Wednesday, April 7, 2010

Small i.

A recent purchase of an Apple shuffle gave me a good insight into what Apple does well, besides cool technology.

My first impression as I walk into the Apple istore is always, why are these people doing their emails on the laptops spread across half a dozen tables? Surely everyone has a PC nowadays or certainly access to a local internet cafĂ©. Still they come to play on the machines. Smart really, if all this random use doesn’t break them, then they pass another test.

So I float up the funky plastic staircase to another row of tables lined with more technology than NASA would have required, putting a man on the moon. It’s funky, it’s nerdy, it’s engrossing, engaging and most of all it’s cool, because Steve Jobs says so. Who wouldn’t believe a man who has changed our technology habits and behaviours so dramatically?

So here it gets interesting, as I decide to make a purchase. I catch the i (get it) of the nearest iperson who hang around in iposses or igangs. These ipeople are proud to be nerds (nirds) because they have the power. They speak magical language and carry Star Trek hand phazers that do everything an old cash register used to and more.

My iperson rushes off to get my shuffle while I wait amongst the worshippers of cool. A quick flick of my credit card and I’m ready to walk out with my purchase but not before he types in my email details to send me a receipt online, because he can and I asked for it, because that’s really cool technology. Why wouldn’t you want to work here with all that power at your fingertips?

The price of Apple products has a parity across many resellers so I could just as easily buy my shuffle down the road at the local Harvey Norman but it’s so much cooler and more fun to buy it direct from the istore and chat with the ipeople.
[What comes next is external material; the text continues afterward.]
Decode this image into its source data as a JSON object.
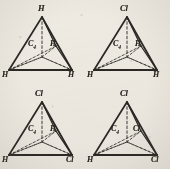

Almost sounds cultish.

Yet the fact remains they have hit on a winning service mentality across their staff, who no doubt brag at dinner parties about where they work.
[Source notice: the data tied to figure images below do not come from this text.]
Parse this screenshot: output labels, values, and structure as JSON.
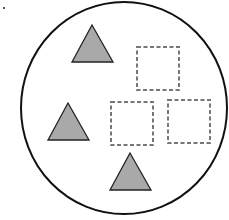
{
  "diagram": {
    "colors": {
      "background": "#ffffff",
      "circle_stroke": "#111111",
      "triangle_fill": "#a9a9a9",
      "triangle_stroke": "#222222",
      "square_stroke": "#777777"
    },
    "dot": {
      "x": 3,
      "y": 7
    },
    "circle": {
      "cx": 124,
      "cy": 108,
      "rx": 103,
      "ry": 106
    },
    "triangles": [
      {
        "points": "92,25 72,62 113,62"
      },
      {
        "points": "68,103 48,140 89,140"
      },
      {
        "points": "130,153 110,190 151,190"
      }
    ],
    "squares": [
      {
        "x": 137,
        "y": 47,
        "w": 42,
        "h": 43
      },
      {
        "x": 111,
        "y": 102,
        "w": 42,
        "h": 43
      },
      {
        "x": 168,
        "y": 100,
        "w": 42,
        "h": 43
      }
    ]
  }
}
Looks easy enough and technology is certainly not the exclusive property of Apple, so why aren’t more companies playing in that great service, I want to walk into that store and talk with the staff field?

Couldn’t you be that itravel person? Couldn’t you make the experience of buying travel so easy and so cool that you become the itravelshop? What’s it going to take? You have the technology to make it easy and you can certainly use hundreds of new applications to bring an element of cool into the equation.

You just need to become isavvy and use your itelligence and ixperience (it just goes on and on). The more interesting and engaging you make your services, the more likely you are to attract that next generation of travelers.

I typed this on my iPhone, cool huh?